About
CHARLES F. MANSKI has been Board of Trustees Professor in Economics at Northwestern University since 1997. He previously was a faculty member at the University of Wisconsin Madison (1983 98), the Hebrew University of Jerusalem (1979 83), and Carnegie Mellon University (1973 80). He received his B.S. and Ph.D. in economics from M. I. T. in 1970 and 1973. He has received honorary doctorates from the University of Rome ‘Tor Vergata’ (2006) and the Hebrew University of Jerusalem (2018). Manski=s research spans econometrics, judgment and decision, and analysis of public policy. He is author of Public Policy in an Uncertain World (Harvard 2013), Identification for Prediction and Decision (Harvard 2007), Social Choice with Partial Knowledge of Treatment Response (Princeton 2005), Partial Identification of Probability Distributions (Springer, 2003), Identification Problems in the Social Sciences (Harvard 1995), and Analog Estimation Methods in Econometrics (Chapman & Hall, 1988), co author of College Choice in America (Harvard 1983), and co editor of Evaluating Welfare and Training Programs (Harvard 1992) and Structural Analysis of Discrete Data with Econometric Applications (MIT 1981). He has served as Director of the Institute for Research on Poverty (1988 91), Chair of the Board of Overseers of the Panel Study of Income Dynamics (1994 98), and Chair of the National Research Council Committee on Data and Research for Policy on Illegal Drugs (1998 2001). Editorial service includes terms as editor of the Journal of Human Resources (1991 94), co editor of the Econometric Society Monograph Series (1983 88), member of the Editorial Board of the Annual Review of Economics (2007-13), member of the Report Review Committee of the National Research Council (2010-18), and associate editor of the Annals of Applied Statistics (2006 10), Econometrica, (1980 88), Journal of Economic Perspectives (1986 89), Journal of the American Statistical Association (1983 85, 2002 04), and Transportation Science (1978 84). Manski is an elected Member of the National Academy of Sciences. He is an elected Fellow of the American Academy of Arts and Sciences, the Econometric Society, the American Statistical Association, and the American Association for the Advancement of Science, Distinguished Fellow of the American Economic Association, and Corresponding Fellow of the British Academy.
Featured Work
Public Policy in an Uncertain World: Analysis and Decisions, Cambridge: Harvard University Press.
Public policy advocates routinely assert that “research has shown” a particular policy to be desirable. But how reliable is the analysis in the research they invoke? And how does that analysis affect the way policy is made, on issues ranging from vaccination to minimum wage to FDA drug approval? Charles F. Manski argues here that current policy is based on untrustworthy analysis. By failing to account for uncertainty in an unpredictable world, policy analysis misleads policy makers with expressions of certitude. Public Policy in an Uncertain World critiques the status quo and offers an innovation to improve how policy research is conducted and how policy makers use research.
Consumers of policy analysis, whether civil servants, journalists, or concerned citizens, need to understand research methodology well enough to properly assess reported findings. In the current model, policy researchers base their predictions on strong assumptions. But as Manski demonstrates, strong assumptions lead to less credible predictions than weaker ones. His alternative approach takes account of uncertainty and thereby moves policy analysis away from incredible certitude and toward honest portrayal of partial knowledge. Manski describes analysis of research on such topics as the effect of the death penalty on homicide, of unemployment insurance on job-seeking, and of preschooling on high school graduation. And he uses other real-world scenarios to illustrate the course he recommends, in which policy makers form reasonable decisions based on partial knowledge of outcomes, and journalists evaluate research claims more closely, with a skeptical eye toward expressions of certitude.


Exercise prompt: The lines to print are the one containing "Outline clothing. Reply as X1:Y1:X2:Y2." and every line after it through the end of the entries below. Print them exactly and nothing else.

┄┄┄┄┄┄

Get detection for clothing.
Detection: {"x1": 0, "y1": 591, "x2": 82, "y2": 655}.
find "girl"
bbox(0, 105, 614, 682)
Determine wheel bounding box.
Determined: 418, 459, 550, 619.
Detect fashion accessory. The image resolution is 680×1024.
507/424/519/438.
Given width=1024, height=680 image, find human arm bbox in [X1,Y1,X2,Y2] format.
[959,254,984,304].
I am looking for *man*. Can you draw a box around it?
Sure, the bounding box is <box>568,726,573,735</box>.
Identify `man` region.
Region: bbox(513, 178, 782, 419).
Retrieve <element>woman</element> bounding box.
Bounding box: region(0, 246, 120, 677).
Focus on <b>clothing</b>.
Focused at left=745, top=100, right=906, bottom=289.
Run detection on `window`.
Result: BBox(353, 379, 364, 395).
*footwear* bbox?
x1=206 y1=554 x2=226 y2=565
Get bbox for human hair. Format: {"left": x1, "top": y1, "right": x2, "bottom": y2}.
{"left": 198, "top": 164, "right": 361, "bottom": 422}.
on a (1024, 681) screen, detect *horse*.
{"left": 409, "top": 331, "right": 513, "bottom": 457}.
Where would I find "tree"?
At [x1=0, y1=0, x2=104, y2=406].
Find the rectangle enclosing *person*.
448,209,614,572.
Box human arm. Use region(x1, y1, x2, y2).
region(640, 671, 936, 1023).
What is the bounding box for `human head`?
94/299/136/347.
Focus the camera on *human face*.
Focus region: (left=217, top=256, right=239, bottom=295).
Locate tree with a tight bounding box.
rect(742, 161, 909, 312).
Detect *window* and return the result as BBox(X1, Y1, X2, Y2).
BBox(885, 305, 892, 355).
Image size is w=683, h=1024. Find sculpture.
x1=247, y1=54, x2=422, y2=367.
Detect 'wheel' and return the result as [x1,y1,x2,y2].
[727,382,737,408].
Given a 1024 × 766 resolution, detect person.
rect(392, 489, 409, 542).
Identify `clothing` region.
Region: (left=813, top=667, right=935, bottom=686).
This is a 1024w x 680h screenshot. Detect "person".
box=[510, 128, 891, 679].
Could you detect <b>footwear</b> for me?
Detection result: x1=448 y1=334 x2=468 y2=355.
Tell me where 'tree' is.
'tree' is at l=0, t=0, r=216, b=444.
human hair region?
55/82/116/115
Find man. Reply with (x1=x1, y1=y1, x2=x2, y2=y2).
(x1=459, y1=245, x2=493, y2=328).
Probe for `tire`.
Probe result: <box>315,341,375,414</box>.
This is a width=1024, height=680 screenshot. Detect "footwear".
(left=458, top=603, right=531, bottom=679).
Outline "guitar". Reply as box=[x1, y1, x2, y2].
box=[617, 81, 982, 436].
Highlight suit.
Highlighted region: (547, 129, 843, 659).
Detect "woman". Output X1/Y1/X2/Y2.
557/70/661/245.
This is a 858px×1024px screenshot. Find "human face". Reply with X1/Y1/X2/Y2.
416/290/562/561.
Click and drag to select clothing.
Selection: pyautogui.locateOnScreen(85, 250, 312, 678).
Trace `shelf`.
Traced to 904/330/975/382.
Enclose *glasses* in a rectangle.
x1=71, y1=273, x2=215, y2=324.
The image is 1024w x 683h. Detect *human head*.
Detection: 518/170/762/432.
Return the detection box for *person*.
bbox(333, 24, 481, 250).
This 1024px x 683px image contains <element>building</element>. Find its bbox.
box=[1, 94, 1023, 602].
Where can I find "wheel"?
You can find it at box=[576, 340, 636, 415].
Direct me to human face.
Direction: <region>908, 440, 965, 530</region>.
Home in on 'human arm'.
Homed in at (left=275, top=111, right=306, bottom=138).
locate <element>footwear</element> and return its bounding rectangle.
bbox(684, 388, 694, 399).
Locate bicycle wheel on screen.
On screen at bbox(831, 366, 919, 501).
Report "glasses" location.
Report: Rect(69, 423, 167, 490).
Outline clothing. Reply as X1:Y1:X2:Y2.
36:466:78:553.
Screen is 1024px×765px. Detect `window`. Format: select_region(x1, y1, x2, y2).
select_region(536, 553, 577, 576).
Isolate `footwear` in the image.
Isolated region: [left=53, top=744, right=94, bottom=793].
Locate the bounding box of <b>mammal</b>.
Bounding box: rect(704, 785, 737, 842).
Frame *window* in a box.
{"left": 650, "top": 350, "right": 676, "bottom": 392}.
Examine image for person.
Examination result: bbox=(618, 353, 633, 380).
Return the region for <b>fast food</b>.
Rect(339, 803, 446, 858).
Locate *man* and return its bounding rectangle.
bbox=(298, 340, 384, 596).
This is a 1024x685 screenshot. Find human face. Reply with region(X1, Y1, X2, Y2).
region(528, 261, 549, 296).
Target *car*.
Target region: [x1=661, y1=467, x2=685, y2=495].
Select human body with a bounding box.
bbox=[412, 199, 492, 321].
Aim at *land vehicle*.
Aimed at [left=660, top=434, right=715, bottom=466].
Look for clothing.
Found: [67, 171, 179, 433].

┄┄┄┄┄┄

Response:
Outline clothing. Reply as X1:Y1:X2:Y2.
36:466:78:553.
Screen is 1024px×765px. Detect `window`. Format: select_region(x1, y1, x2, y2).
select_region(536, 553, 577, 576).
Isolate `footwear` in the image.
Isolated region: [left=53, top=744, right=94, bottom=793].
Locate the bounding box of <b>mammal</b>.
Bounding box: rect(704, 785, 737, 842).
Frame *window* in a box.
{"left": 650, "top": 350, "right": 676, "bottom": 392}.
Examine image for person.
Examination result: bbox=(618, 353, 633, 380).
Return the region for <b>fast food</b>.
Rect(339, 803, 446, 858).
Locate *man* and return its bounding rectangle.
bbox=(298, 340, 384, 596).
This is a 1024x685 screenshot. Find human face. Reply with region(X1, Y1, X2, Y2).
region(528, 261, 549, 296).
Target *car*.
Target region: [x1=661, y1=467, x2=685, y2=495].
Select human body with a bounding box.
bbox=[412, 199, 492, 321].
Aim at *land vehicle*.
Aimed at [left=660, top=434, right=715, bottom=466].
Look for clothing.
Found: [67, 171, 179, 433].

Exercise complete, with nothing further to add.